Good morning everyone,
I hope you enjoyed all the recent holidays and are looking forward to many more happy days to come.
Our poet today is one whose work I very much admire.

PD Pin received an MFA from Vermont College of Fine Arts and worked as the Programs Director at The Mount, author Edith Wharton’s home, a National Historic Landmark and literary center in western Massachusetts. In partnership with the Straw Dog Writers Guild, where she serves as the Executive Consulting Director, Pin helped establish an Emerging Writers Residency at The Mount, now in its fifth year. Her favorite extracurricular activity is teaching kids (ages 5-12) karate–a practice in humility and stand-up comedy.

Below are three of her recent poems.
Perhaps, the World

~after Joy Harjo

The world begins with gravity, keeps our bodies and celestial objects
orbiting the sun. No matter, we must have gravity
to live.
The properties of gravity are invisible
like fear or love
a force catching seemingly disparate things, what holds them on the ground,
and what makes them fall on their knees.
We chase the moon, its call caressing the seas, counting cycles of tides
marked by seasons and tallying years
left to live.
It is here in the helical murmuration of moon, sun, and a pale blue dot
where our actions ebb and flow, where consequence is a nonsensical equation.
Wars have begun and ended with gravity. We have given simultaneous
birth to Himmler and Tosca, Apollo’s lunar walk, and Woodstock.
We must wonder at the axial tilt of our fit survival.
This is our grace and grave–
Our gravity.

Ghazal with Pin Holes

He should have said as if regulating tension on an instrument–put a pin
in it. I spy a hole in the green of this imaginary love story like a pin
topping the staff, a pole with a flag waving victory or surrender.
Love is like that–sports or history–fickle, one-sided, shouting silences, it pins
down and dissects once living creatures, wings unfolded, preserved
under glass, displayed and recorded as proof of something long in dying; a pin
on a map marking the undiscovered country of requited love.
Silence signifies something in a world connected by webs. I pin
my ignorant optimism on the nonexistent future to arrive–
one of fraternity, safety, that cushions and rests on a pin
of restraint; someone once said, Pin, rejection is redirection–an invitation
to wonder, who are you without love mirrored? Let that be your PIN.

My Valentines
~after Millay

Who my lips have kissed, when, and why,
is a mystery misremembered, and let me not forget
the illusory spectacle of breath and contentment
evaporating after summer droughts. But the winter
wind tonight unhinges long-dead leaves that splinter
a cautious heart’s hibernation.
Is love in the air (again),
or is it a pink-marketed plastic fever?
In February, Cupid arms himself with infantile
arrows for the army of St. Valentine,
the patron saint of epilepsy and bees.
Red roses, chocolate, a hand-drawn heart–the holy signs
of love, indulgence, a Pompeian symbol for a brothel.
Give me a book, a dog, and time alone. Please.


• [Work instruction]:
Exact reproduction of all the data is required, with pictures excluded.

• [Extracted entries]:
----

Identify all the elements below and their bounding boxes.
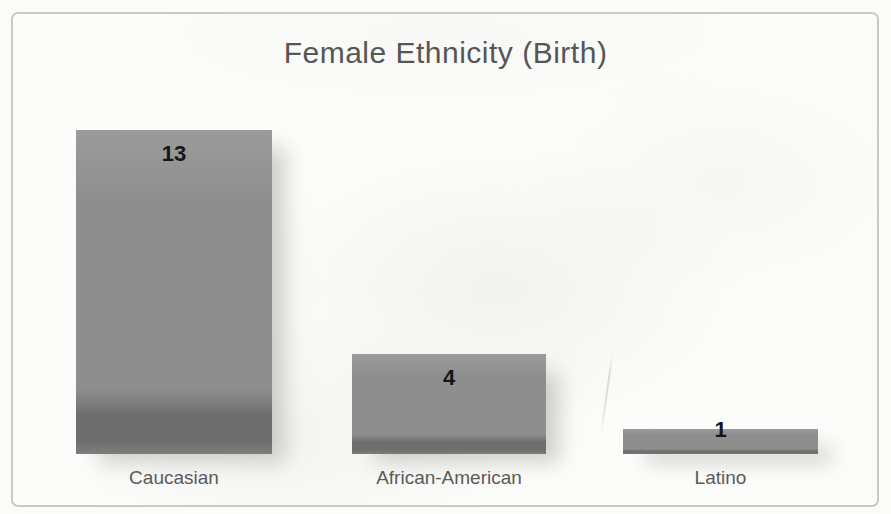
scanned-bar-chart: Female Ethnicity (Birth) 13Caucasian4Afr…: [0, 0, 891, 514]
bar-caucasian: [76, 130, 272, 454]
category-label-latino: Latino: [591, 467, 851, 489]
category-label-african-american: African-American: [319, 467, 579, 489]
category-label-caucasian: Caucasian: [44, 467, 304, 489]
chart-title: Female Ethnicity (Birth): [0, 36, 891, 70]
value-label-caucasian: 13: [76, 141, 272, 167]
value-label-african-american: 4: [352, 365, 546, 391]
value-label-latino: 1: [623, 417, 818, 443]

----

• [Result]:
Identify all the elements below and their bounding boxes.
scanned-bar-chart: Female Ethnicity (Birth) 13Caucasian4Afr…: [0, 0, 891, 514]
bar-caucasian: [76, 130, 272, 454]
category-label-latino: Latino: [591, 467, 851, 489]
category-label-african-american: African-American: [319, 467, 579, 489]
category-label-caucasian: Caucasian: [44, 467, 304, 489]
chart-title: Female Ethnicity (Birth): [0, 36, 891, 70]
value-label-caucasian: 13: [76, 141, 272, 167]
value-label-african-american: 4: [352, 365, 546, 391]
value-label-latino: 1: [623, 417, 818, 443]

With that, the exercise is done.